Dama dames: China's secret weapon | |
Middle-class matrons do not make big money, but to a large extent they control thenation’s spending. Now, they are even influencing global financial markets.
In the mid-1980s, before I enrolled in a US business school, I noticed a print ad in theChinese press. It was from United Airlines, if I'm not mistaken, and featured a middle-agedChinese lady in the center of the design. She was not a fashionable woman, mind you, justsomeone average.
"Gee, this is not the kind of person who can make this kind of purchase," I told myself. Atthat time, flying to the US was miles too expensive for most Chinese. Even if a family wassending a kid to the States for graduate study, it would probably be the price — and pricealone — that was the determining factor.
At Haas School of Business, I used this ad as an example of a US company using Americanlogic to sell to a Chinese clientele. Yes, the image was of a quintessential Chinese woman,but Chinese with money at the time did not want to be identified with a typical Chinesewoman of little glamour. It would have been so much more natural and attractive tofeature a young American woman, a supermodel type, in the ad, as I suggested in myinternational marketing class.
It has turned out that UA was 20 years ahead of their time in that advertising detail. Thetypical Chinese lady — middle-aged and middle-class — has of late been making waves inworld financial markets. The group is called Chinese dama and for the lack of an accurateEnglish equivalent even the mainstream Western press has been using the easilypronounceable dama.
Dama literally means "big mama", but one should refrain from adding an African-Americanaccent to it. It is an affectionate term in the vein of "aunty", which can be addressed to anymiddle-aged woman whether you are related to her or not. The male equivalent is dashu(uncle, not "big daddy"). And it has nothing to do with the person's physique.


**ABOUT THIS TASK:**
Return the full listing unchanged, excluding any images it contains.

------ RECORDS FOR PROCESSING

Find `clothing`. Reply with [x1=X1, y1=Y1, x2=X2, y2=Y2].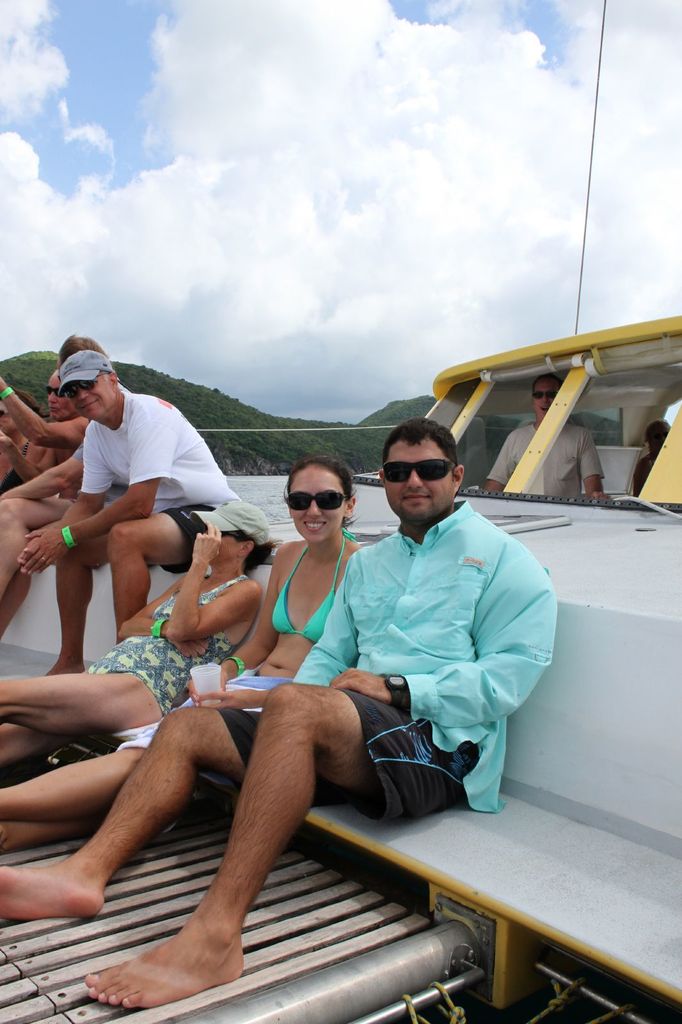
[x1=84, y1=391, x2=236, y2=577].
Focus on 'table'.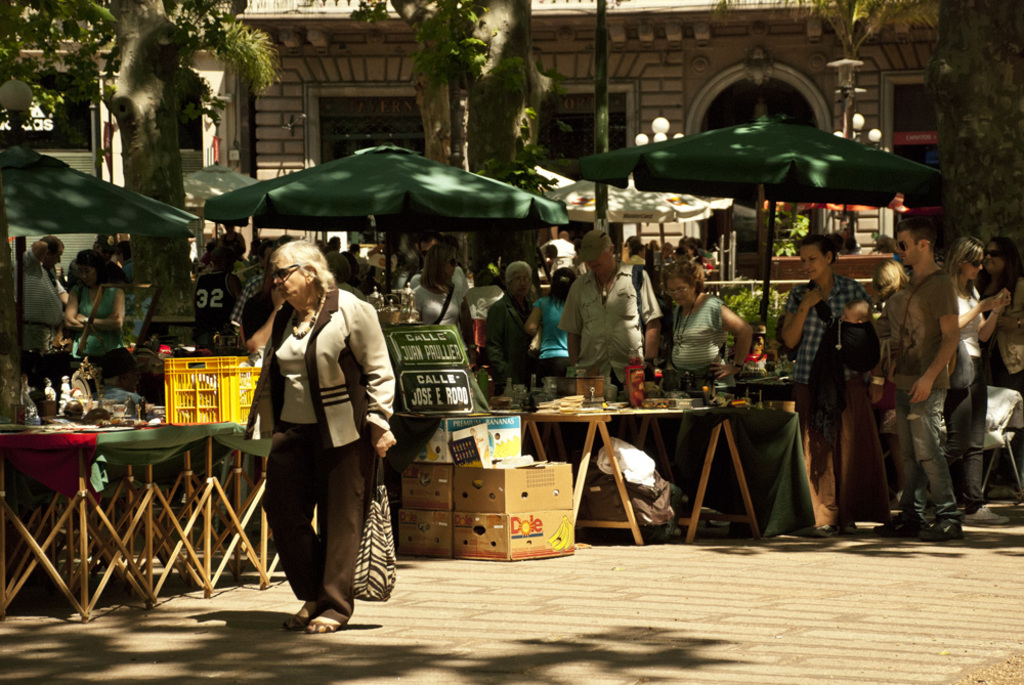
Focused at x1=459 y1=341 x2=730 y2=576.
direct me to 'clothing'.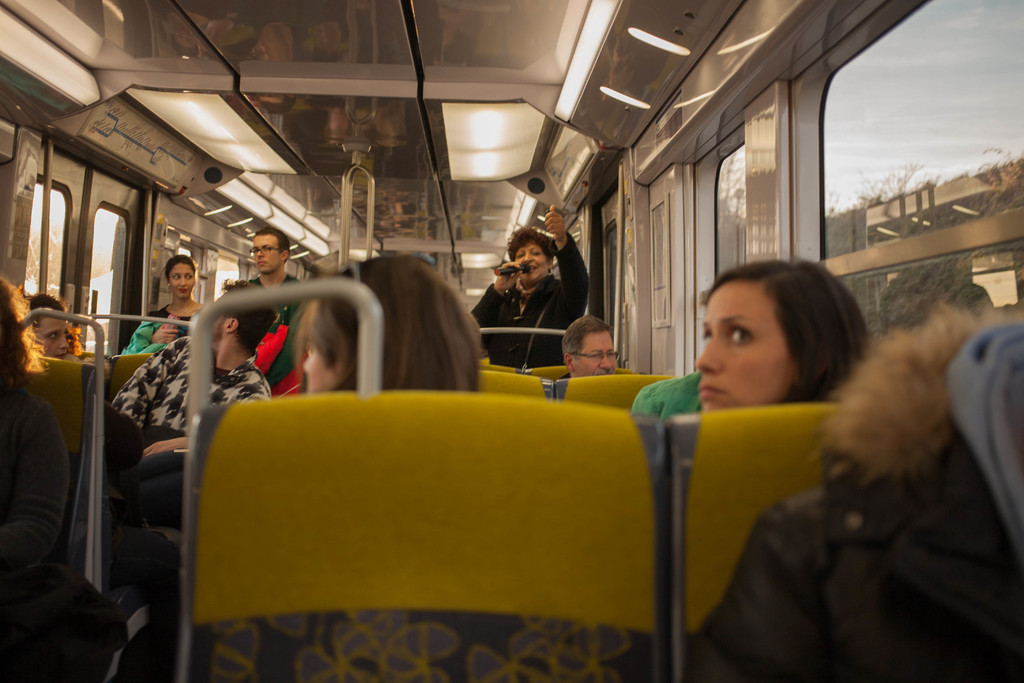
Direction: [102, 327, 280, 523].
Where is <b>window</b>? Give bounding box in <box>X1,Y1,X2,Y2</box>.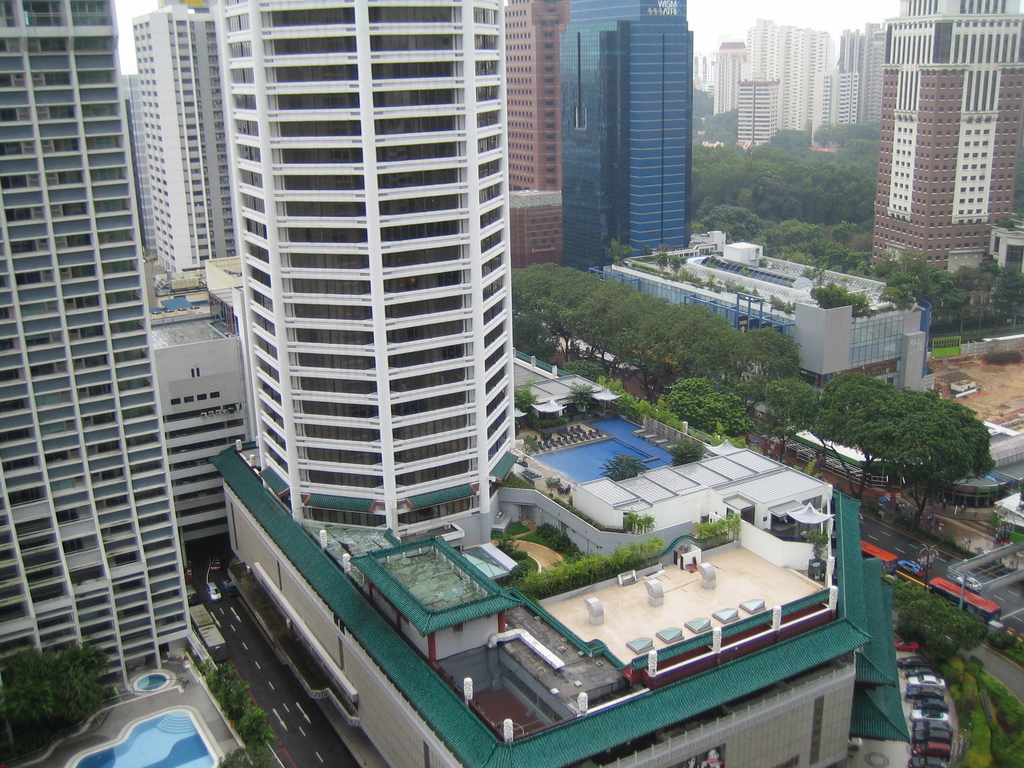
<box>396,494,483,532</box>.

------------

**ANSWER SPACE:**
Find `clothing`. Reply with [x1=X1, y1=Y1, x2=X2, y2=Y2].
[x1=84, y1=391, x2=236, y2=577].
Focus on 'table'.
Focused at x1=459 y1=341 x2=730 y2=576.
direct me to 'clothing'.
Direction: [102, 327, 280, 523].
Where is <b>window</b>? Give bounding box in <box>X1,Y1,X2,Y2</box>.
<box>396,494,483,532</box>.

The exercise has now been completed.